Fungi & Plant Communication

How do plants talk to each other?

A story about fungal threads, underground messages, and the hidden network known as the wood wide web

Read on
Mushrooms and forest floor showing hidden underground life
The forest is not only what rises above the soil. Much of its conversation happens underneath.

How do plants talk to each other?

It sounds like the beginning of a children’s story, but it is also one of the most fascinating questions in biology. Plants do not have mouths, ears, or nervous systems like animals. They do not walk across the forest to warn a neighbour. They do not shout when danger arrives. Yet plants are not silent. They sense light, touch, moisture, damage, chemicals, and the presence of other living things. Their world is full of messages; we are simply not trained to hear them.

Some plant messages move through the air as chemical scents. When a leaf is chewed by an insect, certain plants can release volatile compounds that may influence nearby plants or attract predators of the insect. Some messages move through roots, where plants respond to nutrients, water, and neighbouring root systems. But one of the most poetic pathways is underground, through fungi.

The forest may look still, but beneath the soil it is threaded with movement, exchange, warning, hunger, and cooperation.

Many plants live in partnership with mycorrhizal fungi. The plant provides sugars made through photosynthesis. In return, the fungus helps the plant reach water and nutrients, especially phosphorus and nitrogen, through fine branching threads called hyphae. These threads are much thinner than roots and can explore soil spaces that roots cannot easily enter. Over time, fungal threads can link with the roots of multiple plants, creating shared underground networks.

This is the idea often called the “wood wide web.” It is a beautiful phrase because it helps us imagine a forest as something connected, not as a group of isolated trees standing politely apart. Through fungal networks, resources and chemical signals may move between plants. In some studies, warning-related signals, carbon, and nutrients have been shown to travel through mycorrhizal connections. The science is still careful and evolving; the forest is not sending emails. But the basic idea is powerful: underground fungal life can change how plants experience one another.

Hidden scale

Recent global estimates suggest that arbuscular mycorrhizal fungal networks may stretch over 100 quadrillion kilometres worldwide. If imagined as one straight thread, that distance has been compared with a significant fraction of the width of the Milky Way.

This scale is difficult to hold in the mind. We step on soil as if it is a surface. In reality, it is a living architecture. A teaspoon of healthy soil can contain metres of fungal hyphae. Across forests, grasslands, gardens, and wild places, these threads form a hidden infrastructure that supports plant life. They are not decorative. They are not an extra layer. They are part of how ecosystems function.

What makes fungi so important is their position between worlds. They are not plants, and they are not animals. They are decomposers, partners, recyclers, bridge-builders, and negotiators. They help break down organic matter. They move nutrients through soil. They support roots. They influence carbon storage. They make the underground world more connected than it appears from above.

Mushrooms growing from rich soil
What we call a mushroom is often only the visible fruiting body of a much larger hidden network.

The most significant growth is invisible

This is perhaps the lesson fungi keep teaching us. The most significant growth is not always the part we can see. A tree’s height matters, but so does the root. A mushroom cap catches the eye, but the mycelium below may be the deeper story. Human life is similar. The visible result is only the final surface: the business, the body, the harvest, the decision, the meal, the finished thing. Beneath it are relationships, habits, quiet work, patience, failure, repair, and support.

Plants “talk” because life is relational. No organism exists entirely alone. The forest is not just a collection of individuals; it is a community of exchanges. Some exchanges are generous. Some are competitive. Some are still mysterious. Fungi remind us that connection does not need to be loud to be real.

The mushroom above the ground is an announcement. The real conversation has already been happening in the dark.

At Manes & Morrel, this hidden world feels central to the story of mushrooms. Fungi ask us to look again at what we usually ignore. Soil is not dirt. Roots are not passive. Mushrooms are not random appearances after rain. Underneath ordinary ground, there may be a living web of exchange, quietly shaping the health of forests and the future of plants.

Perhaps that is why mushrooms feel so wise. They do not simply grow; they connect. They do not simply appear; they reveal. And sometimes, the most important message from the forest is this: what is unseen may be holding everything together.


#### EXERCISE
Each line below should be set down again unchanged.
_ _ _ _ _ _ _
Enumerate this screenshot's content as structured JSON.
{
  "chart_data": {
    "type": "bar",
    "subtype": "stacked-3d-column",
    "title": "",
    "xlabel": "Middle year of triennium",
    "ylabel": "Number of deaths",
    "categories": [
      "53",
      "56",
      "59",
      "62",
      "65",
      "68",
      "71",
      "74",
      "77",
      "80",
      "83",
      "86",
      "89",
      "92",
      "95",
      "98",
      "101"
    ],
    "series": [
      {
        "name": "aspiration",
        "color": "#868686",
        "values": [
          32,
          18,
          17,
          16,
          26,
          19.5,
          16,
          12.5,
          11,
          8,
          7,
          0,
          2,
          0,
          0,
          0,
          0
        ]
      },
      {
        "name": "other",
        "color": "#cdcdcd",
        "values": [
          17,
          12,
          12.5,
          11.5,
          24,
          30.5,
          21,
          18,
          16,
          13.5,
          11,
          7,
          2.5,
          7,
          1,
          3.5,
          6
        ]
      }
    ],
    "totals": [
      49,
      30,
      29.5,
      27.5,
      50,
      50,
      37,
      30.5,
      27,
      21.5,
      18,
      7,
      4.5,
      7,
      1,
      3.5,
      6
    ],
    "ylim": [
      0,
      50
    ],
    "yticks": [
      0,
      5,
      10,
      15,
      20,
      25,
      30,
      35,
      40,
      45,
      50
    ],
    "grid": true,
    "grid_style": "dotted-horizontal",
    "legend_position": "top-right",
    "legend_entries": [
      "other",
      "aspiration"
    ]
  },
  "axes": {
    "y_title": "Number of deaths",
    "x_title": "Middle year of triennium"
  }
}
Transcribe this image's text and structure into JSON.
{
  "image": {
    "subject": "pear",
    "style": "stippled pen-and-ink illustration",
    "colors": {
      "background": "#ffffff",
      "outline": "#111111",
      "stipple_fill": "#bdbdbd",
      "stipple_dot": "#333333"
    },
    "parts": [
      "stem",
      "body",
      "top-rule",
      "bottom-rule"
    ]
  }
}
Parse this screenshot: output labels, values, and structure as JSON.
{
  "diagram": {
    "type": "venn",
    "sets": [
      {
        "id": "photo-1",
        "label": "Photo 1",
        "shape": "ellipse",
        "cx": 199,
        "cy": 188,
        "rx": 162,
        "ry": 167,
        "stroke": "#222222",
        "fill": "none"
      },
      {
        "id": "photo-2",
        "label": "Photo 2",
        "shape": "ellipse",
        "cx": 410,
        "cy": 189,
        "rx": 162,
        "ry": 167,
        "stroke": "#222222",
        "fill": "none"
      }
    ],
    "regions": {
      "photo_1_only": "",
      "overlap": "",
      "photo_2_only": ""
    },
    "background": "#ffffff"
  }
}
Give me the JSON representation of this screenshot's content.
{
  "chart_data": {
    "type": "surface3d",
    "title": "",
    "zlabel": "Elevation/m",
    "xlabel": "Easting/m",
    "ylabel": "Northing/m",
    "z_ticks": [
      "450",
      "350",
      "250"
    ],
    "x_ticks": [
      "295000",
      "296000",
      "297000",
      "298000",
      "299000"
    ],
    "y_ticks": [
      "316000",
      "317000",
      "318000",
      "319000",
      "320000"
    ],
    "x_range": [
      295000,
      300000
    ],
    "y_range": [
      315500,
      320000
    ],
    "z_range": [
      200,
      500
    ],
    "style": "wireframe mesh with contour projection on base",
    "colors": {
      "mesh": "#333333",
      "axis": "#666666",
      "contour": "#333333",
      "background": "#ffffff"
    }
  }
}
_ _ _ _ _ _ _
#### WRITTEN REPLY
Enumerate this screenshot's content as structured JSON.
{
  "chart_data": {
    "type": "bar",
    "subtype": "stacked-3d-column",
    "title": "",
    "xlabel": "Middle year of triennium",
    "ylabel": "Number of deaths",
    "categories": [
      "53",
      "56",
      "59",
      "62",
      "65",
      "68",
      "71",
      "74",
      "77",
      "80",
      "83",
      "86",
      "89",
      "92",
      "95",
      "98",
      "101"
    ],
    "series": [
      {
        "name": "aspiration",
        "color": "#868686",
        "values": [
          32,
          18,
          17,
          16,
          26,
          19.5,
          16,
          12.5,
          11,
          8,
          7,
          0,
          2,
          0,
          0,
          0,
          0
        ]
      },
      {
        "name": "other",
        "color": "#cdcdcd",
        "values": [
          17,
          12,
          12.5,
          11.5,
          24,
          30.5,
          21,
          18,
          16,
          13.5,
          11,
          7,
          2.5,
          7,
          1,
          3.5,
          6
        ]
      }
    ],
    "totals": [
      49,
      30,
      29.5,
      27.5,
      50,
      50,
      37,
      30.5,
      27,
      21.5,
      18,
      7,
      4.5,
      7,
      1,
      3.5,
      6
    ],
    "ylim": [
      0,
      50
    ],
    "yticks": [
      0,
      5,
      10,
      15,
      20,
      25,
      30,
      35,
      40,
      45,
      50
    ],
    "grid": true,
    "grid_style": "dotted-horizontal",
    "legend_position": "top-right",
    "legend_entries": [
      "other",
      "aspiration"
    ]
  },
  "axes": {
    "y_title": "Number of deaths",
    "x_title": "Middle year of triennium"
  }
}
Transcribe this image's text and structure into JSON.
{
  "image": {
    "subject": "pear",
    "style": "stippled pen-and-ink illustration",
    "colors": {
      "background": "#ffffff",
      "outline": "#111111",
      "stipple_fill": "#bdbdbd",
      "stipple_dot": "#333333"
    },
    "parts": [
      "stem",
      "body",
      "top-rule",
      "bottom-rule"
    ]
  }
}
Parse this screenshot: output labels, values, and structure as JSON.
{
  "diagram": {
    "type": "venn",
    "sets": [
      {
        "id": "photo-1",
        "label": "Photo 1",
        "shape": "ellipse",
        "cx": 199,
        "cy": 188,
        "rx": 162,
        "ry": 167,
        "stroke": "#222222",
        "fill": "none"
      },
      {
        "id": "photo-2",
        "label": "Photo 2",
        "shape": "ellipse",
        "cx": 410,
        "cy": 189,
        "rx": 162,
        "ry": 167,
        "stroke": "#222222",
        "fill": "none"
      }
    ],
    "regions": {
      "photo_1_only": "",
      "overlap": "",
      "photo_2_only": ""
    },
    "background": "#ffffff"
  }
}
Give me the JSON representation of this screenshot's content.
{
  "chart_data": {
    "type": "surface3d",
    "title": "",
    "zlabel": "Elevation/m",
    "xlabel": "Easting/m",
    "ylabel": "Northing/m",
    "z_ticks": [
      "450",
      "350",
      "250"
    ],
    "x_ticks": [
      "295000",
      "296000",
      "297000",
      "298000",
      "299000"
    ],
    "y_ticks": [
      "316000",
      "317000",
      "318000",
      "319000",
      "320000"
    ],
    "x_range": [
      295000,
      300000
    ],
    "y_range": [
      315500,
      320000
    ],
    "z_range": [
      200,
      500
    ],
    "style": "wireframe mesh with contour projection on base",
    "colors": {
      "mesh": "#333333",
      "axis": "#666666",
      "contour": "#333333",
      "background": "#ffffff"
    }
  }
}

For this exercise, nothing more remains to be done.